“You’d have found it yourself to-night, but I couldn’t let you go blundering in unwarned. Ember might be there—any one might be there. It’s damnable, Henry, but I believe she’s up to her neck in it.”
Henry was silent. There seemed to be nothing to say. He also believed that Raymond Heritage was up to her neck in whatever secret enterprise was being developed at Luttrell Marches. He remembered the passion in her voice when she said, “I should like to smash it all,” and he remembered how she had sung, “Would we not shatter it to bits, and then re-mould it nearer to the heart’s desire?” Whatever the thing was, he believed she was in it up to her neck. So he was silent, and Anthony was grateful for his silence.
The silence was broken by a tapping, and a rustling, and the turning of a handle. The door opened very abruptly, and Mrs. de Luttrelle March made a precipitous entrance. She wore a pink silk négligé and a boudoir cap embroidered in forget-me-nots, also an expression of extreme terror—the cook’s description of their early visitor having prepared her to find Henry’s corpse stretched upon the hearth-rug. When a living and annoyed Henry confronted her, she clung to his arm and gazed round-eyed at the long, thin man who had swung round at her entrance. Uncertainty succeeded fear. Henry was saying, “Do go back to your room, Mother,” but it is doubtful whether she heard him.

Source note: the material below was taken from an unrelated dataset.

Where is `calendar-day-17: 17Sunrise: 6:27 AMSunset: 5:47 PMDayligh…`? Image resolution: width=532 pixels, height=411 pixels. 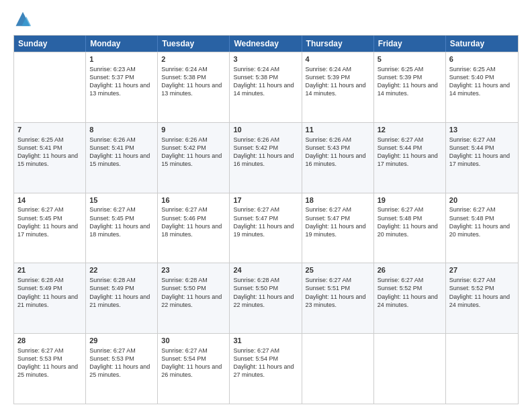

Gradually her grasp of his arm relaxed. She walked slowly across the room, and stared with horrified amazement at Anthony.
He looked over her head at Henry, shrugged his shoulders just perceptibly, and made as if to turn back to the window again. Either that shrug, or the faintly sarcastic lift of the eyebrows that accompanied it, brought a sort of broken gasp to Mrs. March’s lips. She put out her hand, touched his coat sleeve with her finger-tips, and said:
“Anthony—it’s Anthony—oh, Henry, it’s Anthony!”
She backed a little at each repetition of the name, looked wildly round, and sinking on to the nearest chair, burst into tears.
“Henry—oh, please somebody speak,” she sobbed.
“It’s all right, Aunt Rosa. I’m not a ghost,” said Anthony in his driest voice.
Henry experienced a cold dread of what his mother would say next. She had talked so much and thought so incessantly of Luttrell Marches. Latterly she had been so sure of Henry’s ownership, and so proud of it. What would she say now—as she dropped her hands from her face and gazed with streaming eyes at Anthony, who regarded her quizzically?